Massive destruction has taken place in Gaza over the past two years. Almost all infrastructure has been devastated, 80% of the houses have been destroyed, millions of Palestinians have been displaced, the health and education systems have collapsed, there is continued widespread food insecurity and overwhelming unemployment. All this means that the NCAG team of technocrats have their work cut out for them and they have very little time to start delivering relief. If the Palestinian people in Gaza do not see some progress towards recovery, unrest, violence, and instability will follow. If Gazans don’t start to see results, the NCAG will be quickly replaced or rendered ineffective, and a downward spiral will begin.
It is in Israel’s self-interest that electricity be restored to Gaza so wastewater treatment plants can be restored and the 100,000 CM of wastewater flowing daily into the Mediterranean Sea are abated. It is in Israel’s self-interest that the public health and waste management systems are restored to prevent the spread of disease which knows no borders. It is in Israel’s self-interest that Gaza’s economy be restarted so that the only employers in Gaza for the hundreds of thousands of unemployed youths are not Hamas and other terrorist groups. It is in Israel’s self-interest that the NCAG succeed in delivering relief and recovery to the people of Gaza.

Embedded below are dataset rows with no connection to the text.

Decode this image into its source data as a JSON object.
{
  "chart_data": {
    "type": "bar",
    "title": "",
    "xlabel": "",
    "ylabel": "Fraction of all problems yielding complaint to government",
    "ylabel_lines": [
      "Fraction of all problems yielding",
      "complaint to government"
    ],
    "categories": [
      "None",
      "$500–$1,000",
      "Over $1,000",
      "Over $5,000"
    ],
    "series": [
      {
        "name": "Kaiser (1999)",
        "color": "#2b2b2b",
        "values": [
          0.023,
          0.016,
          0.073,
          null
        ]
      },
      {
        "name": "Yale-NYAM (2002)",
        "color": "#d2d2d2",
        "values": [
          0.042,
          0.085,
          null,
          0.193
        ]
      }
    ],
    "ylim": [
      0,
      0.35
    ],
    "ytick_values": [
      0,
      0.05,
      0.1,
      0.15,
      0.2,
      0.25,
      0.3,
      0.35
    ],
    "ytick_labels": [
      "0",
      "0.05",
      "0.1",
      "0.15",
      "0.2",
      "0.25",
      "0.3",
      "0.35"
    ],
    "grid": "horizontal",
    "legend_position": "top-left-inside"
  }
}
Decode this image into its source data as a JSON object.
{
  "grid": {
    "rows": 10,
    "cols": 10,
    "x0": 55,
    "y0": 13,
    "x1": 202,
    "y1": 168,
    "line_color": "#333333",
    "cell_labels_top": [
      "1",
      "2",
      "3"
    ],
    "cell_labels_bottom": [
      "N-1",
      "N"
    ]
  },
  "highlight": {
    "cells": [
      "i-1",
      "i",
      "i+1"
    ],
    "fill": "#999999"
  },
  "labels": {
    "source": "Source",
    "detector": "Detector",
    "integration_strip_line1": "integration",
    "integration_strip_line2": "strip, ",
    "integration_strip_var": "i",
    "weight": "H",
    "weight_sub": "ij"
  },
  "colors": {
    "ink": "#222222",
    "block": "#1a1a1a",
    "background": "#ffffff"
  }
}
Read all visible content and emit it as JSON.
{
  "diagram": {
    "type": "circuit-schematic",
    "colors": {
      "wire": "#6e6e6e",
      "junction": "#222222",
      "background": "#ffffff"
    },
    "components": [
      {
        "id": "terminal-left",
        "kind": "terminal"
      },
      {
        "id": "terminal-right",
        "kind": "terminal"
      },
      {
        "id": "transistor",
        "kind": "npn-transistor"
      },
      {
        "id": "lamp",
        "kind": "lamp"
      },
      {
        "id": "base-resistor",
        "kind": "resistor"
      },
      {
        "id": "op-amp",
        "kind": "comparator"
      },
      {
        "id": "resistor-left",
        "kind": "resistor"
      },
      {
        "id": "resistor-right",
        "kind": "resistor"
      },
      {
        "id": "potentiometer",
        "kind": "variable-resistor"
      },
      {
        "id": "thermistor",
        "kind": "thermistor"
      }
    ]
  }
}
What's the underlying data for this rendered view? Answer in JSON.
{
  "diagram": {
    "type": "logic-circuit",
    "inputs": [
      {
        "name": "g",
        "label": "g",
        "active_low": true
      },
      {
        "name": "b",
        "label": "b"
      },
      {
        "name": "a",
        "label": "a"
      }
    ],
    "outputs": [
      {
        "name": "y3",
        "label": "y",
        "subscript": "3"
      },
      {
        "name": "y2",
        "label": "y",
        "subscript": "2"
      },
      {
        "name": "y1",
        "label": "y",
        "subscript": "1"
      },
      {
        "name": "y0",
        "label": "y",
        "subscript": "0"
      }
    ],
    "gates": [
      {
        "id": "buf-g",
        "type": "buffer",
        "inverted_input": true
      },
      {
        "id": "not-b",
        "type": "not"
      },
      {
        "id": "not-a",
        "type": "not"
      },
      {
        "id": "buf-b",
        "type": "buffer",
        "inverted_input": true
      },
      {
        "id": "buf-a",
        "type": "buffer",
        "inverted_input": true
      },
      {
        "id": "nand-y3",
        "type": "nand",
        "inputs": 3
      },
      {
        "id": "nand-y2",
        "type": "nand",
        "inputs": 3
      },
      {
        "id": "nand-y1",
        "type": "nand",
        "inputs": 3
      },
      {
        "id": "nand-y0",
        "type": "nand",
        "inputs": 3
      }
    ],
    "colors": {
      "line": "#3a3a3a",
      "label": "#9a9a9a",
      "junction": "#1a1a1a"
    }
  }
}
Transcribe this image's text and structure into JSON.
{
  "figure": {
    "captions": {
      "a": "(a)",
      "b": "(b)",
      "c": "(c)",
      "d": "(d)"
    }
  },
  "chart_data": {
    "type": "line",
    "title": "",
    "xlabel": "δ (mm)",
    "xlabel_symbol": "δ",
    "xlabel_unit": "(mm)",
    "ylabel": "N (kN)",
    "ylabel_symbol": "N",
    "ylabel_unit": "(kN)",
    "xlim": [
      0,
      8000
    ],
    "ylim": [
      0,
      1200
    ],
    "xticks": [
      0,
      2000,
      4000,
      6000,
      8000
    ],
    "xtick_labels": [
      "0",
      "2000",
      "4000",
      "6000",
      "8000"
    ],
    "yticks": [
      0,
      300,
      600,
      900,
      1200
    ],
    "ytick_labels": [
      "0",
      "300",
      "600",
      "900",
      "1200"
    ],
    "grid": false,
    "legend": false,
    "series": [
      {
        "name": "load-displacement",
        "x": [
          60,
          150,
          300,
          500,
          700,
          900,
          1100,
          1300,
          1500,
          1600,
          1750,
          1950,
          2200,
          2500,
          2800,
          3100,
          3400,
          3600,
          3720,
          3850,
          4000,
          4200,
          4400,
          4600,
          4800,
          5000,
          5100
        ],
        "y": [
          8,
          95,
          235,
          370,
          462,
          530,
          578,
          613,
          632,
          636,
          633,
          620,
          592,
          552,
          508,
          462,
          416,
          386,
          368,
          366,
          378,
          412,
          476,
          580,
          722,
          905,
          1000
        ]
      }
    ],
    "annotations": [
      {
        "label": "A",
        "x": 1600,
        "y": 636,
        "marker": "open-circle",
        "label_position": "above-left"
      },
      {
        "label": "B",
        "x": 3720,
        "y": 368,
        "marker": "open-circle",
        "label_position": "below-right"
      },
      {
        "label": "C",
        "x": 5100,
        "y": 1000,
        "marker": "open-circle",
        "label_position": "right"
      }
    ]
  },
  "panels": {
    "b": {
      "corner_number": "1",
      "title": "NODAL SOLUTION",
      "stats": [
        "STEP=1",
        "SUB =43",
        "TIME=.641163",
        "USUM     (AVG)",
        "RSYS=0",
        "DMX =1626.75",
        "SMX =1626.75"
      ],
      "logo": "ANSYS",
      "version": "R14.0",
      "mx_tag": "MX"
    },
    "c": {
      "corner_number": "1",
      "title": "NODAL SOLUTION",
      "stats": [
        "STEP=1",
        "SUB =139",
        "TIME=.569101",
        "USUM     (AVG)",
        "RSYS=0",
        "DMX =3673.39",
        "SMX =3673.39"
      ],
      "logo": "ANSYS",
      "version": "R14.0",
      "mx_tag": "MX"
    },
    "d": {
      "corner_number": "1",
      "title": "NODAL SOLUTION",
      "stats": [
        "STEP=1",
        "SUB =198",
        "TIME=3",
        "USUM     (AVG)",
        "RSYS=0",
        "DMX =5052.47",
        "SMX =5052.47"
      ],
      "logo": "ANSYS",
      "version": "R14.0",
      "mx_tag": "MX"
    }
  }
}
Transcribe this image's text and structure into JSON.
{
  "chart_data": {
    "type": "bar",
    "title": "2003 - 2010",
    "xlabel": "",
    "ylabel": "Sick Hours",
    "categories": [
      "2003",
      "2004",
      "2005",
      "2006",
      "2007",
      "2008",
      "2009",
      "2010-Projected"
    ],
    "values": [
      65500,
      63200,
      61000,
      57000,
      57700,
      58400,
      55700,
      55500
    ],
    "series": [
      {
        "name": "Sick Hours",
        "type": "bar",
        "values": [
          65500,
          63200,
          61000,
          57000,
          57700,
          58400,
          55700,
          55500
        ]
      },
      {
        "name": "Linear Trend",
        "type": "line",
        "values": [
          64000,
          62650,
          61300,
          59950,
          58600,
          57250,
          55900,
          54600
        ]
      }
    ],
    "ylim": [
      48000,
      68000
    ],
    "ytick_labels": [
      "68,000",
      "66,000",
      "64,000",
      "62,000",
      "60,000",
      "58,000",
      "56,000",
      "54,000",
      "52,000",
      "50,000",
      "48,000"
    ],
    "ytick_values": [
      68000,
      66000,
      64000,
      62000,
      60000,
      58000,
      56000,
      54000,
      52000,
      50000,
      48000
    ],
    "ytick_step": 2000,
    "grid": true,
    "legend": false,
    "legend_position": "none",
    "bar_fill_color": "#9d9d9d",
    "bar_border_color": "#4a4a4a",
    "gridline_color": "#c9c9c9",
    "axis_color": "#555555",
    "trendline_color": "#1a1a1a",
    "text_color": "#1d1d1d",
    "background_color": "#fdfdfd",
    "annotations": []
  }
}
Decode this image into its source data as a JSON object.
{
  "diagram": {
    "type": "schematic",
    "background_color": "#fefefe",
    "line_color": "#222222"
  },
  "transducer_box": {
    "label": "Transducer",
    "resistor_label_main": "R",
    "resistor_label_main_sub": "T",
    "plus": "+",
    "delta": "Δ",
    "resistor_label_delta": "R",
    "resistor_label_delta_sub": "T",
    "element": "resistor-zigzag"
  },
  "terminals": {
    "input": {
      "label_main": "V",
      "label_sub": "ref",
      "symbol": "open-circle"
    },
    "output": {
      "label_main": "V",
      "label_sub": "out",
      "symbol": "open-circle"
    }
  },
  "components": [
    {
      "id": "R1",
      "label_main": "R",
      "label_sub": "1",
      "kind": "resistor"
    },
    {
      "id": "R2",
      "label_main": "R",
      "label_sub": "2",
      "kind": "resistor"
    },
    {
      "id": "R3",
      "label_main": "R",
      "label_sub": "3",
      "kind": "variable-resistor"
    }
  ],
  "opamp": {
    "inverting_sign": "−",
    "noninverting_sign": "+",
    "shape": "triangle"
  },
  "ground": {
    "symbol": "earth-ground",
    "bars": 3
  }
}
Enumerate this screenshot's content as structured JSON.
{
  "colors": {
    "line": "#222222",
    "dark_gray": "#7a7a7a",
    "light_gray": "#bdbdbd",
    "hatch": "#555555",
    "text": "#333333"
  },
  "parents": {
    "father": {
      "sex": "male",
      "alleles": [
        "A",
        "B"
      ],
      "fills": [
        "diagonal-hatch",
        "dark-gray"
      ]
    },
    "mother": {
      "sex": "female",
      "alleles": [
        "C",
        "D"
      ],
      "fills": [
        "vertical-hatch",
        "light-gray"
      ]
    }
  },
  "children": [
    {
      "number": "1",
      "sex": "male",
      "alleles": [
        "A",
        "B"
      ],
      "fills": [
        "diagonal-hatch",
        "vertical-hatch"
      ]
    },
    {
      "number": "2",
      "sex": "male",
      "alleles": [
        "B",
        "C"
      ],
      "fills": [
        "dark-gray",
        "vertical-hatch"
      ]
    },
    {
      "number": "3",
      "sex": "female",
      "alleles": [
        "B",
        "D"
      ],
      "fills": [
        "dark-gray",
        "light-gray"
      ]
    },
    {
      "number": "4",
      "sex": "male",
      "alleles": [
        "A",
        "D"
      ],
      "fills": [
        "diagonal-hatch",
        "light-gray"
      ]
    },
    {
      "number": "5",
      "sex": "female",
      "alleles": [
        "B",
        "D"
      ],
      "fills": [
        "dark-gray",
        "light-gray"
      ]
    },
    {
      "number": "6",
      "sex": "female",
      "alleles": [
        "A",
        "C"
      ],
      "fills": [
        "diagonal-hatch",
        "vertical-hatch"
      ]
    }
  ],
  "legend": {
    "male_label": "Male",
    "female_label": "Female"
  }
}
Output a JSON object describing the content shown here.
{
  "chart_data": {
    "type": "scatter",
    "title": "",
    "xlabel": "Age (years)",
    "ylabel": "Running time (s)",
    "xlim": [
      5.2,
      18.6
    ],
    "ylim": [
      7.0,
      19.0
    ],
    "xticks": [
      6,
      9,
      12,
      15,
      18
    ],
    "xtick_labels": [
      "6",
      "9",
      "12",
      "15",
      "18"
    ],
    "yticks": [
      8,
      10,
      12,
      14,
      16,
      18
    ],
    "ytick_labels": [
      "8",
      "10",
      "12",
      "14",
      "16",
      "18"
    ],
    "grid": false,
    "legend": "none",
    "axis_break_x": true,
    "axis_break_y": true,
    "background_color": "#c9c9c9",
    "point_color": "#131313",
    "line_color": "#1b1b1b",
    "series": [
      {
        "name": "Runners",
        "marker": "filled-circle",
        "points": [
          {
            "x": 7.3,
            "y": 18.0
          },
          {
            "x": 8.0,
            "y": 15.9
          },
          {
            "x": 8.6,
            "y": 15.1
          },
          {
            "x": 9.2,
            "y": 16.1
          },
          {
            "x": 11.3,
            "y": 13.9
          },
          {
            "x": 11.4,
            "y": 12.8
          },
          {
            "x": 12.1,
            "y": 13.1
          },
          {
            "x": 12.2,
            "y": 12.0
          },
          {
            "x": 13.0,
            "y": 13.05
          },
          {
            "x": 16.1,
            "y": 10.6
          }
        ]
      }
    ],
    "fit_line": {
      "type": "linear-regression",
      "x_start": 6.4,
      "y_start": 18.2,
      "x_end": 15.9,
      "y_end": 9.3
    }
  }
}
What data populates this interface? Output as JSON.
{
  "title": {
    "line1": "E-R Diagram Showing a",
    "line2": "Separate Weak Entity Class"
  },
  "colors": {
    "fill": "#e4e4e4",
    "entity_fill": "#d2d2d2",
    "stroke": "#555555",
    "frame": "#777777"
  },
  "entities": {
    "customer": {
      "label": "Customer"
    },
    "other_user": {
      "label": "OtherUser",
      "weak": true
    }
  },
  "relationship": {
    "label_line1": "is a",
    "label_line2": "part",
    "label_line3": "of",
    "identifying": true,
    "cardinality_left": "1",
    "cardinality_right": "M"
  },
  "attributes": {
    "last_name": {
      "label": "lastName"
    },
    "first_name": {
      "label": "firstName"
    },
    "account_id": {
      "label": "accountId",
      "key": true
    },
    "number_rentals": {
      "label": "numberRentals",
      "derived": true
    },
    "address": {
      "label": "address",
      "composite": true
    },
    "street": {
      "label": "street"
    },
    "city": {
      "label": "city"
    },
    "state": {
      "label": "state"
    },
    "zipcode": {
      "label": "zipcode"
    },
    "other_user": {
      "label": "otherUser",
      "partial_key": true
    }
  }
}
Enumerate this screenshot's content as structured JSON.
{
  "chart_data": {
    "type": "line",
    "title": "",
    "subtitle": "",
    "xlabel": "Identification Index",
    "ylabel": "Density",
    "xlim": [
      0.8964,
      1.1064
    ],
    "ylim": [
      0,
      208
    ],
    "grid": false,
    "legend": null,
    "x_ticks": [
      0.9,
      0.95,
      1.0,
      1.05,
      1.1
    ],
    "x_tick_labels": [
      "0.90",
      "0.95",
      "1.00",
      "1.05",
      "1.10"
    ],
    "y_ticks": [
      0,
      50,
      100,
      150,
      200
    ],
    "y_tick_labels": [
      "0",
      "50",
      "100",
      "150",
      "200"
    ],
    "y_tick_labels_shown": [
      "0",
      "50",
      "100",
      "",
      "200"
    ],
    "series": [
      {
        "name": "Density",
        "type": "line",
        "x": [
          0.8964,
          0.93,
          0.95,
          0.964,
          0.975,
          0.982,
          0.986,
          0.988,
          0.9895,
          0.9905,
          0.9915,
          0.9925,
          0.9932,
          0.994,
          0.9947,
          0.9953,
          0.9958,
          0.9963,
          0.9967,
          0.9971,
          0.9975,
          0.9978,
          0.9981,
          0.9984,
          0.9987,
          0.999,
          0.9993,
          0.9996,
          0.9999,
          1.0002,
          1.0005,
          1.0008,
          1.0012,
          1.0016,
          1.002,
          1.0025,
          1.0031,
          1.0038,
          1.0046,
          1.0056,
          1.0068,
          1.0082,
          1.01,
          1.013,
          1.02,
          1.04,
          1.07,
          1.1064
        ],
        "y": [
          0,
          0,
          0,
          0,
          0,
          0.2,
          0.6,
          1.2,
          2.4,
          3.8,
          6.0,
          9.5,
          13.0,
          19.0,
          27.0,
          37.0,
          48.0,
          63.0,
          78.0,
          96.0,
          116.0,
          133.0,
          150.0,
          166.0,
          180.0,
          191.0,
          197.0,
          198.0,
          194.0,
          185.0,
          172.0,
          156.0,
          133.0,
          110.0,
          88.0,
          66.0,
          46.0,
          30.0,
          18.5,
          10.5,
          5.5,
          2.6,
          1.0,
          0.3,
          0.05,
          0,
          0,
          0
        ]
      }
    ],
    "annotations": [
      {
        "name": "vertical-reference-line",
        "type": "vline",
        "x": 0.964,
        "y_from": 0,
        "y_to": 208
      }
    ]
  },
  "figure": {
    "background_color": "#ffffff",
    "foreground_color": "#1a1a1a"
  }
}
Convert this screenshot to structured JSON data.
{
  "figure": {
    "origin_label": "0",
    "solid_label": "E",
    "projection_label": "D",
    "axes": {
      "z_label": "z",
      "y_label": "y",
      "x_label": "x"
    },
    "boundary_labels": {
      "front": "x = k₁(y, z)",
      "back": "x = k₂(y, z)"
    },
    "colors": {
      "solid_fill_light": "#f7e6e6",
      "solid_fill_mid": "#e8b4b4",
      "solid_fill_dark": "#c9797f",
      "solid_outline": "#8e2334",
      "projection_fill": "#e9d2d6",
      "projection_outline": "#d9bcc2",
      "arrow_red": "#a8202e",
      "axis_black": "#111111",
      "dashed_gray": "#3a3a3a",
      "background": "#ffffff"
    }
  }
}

Without Israel’s full-cooperation, NCAG will not succeed. The Israeli government’s dual-use policy, denying entry into Gaza of any item which might be used for military purposes such as solar panels, batteries, fuel, construction material, caravans, etc. makes recovery impossible. The Israeli government’s inspection apparatus at the Kerem Shalom and Nitzanim crossings, which were inadequate prior to the war, is not at all suitable for the massive amount of building material, supplies, and equipment which must be brought in for Gaza recovery. The trickle of Palestinians in desperate need of medical treatment, being allowed to leave Gaza through the Rafah crossing does not come close to the need of almost 20,000 Gazans to leave to seek health care they cannot get inside of Gaza. The trickle of people allowed into Gaza does not provide an adequate answer to the need for professionals to enter Gaza and begin the recovery process. The NCAG appointed by Board of Peace Director-General Nikolay Mladenov to administer Gaza, have yet to receive permission from Israel to enter Gaza.
If we want to see a different Middle East than the one we are living in, we need to give NCAG a chance. We need to give peace a chance.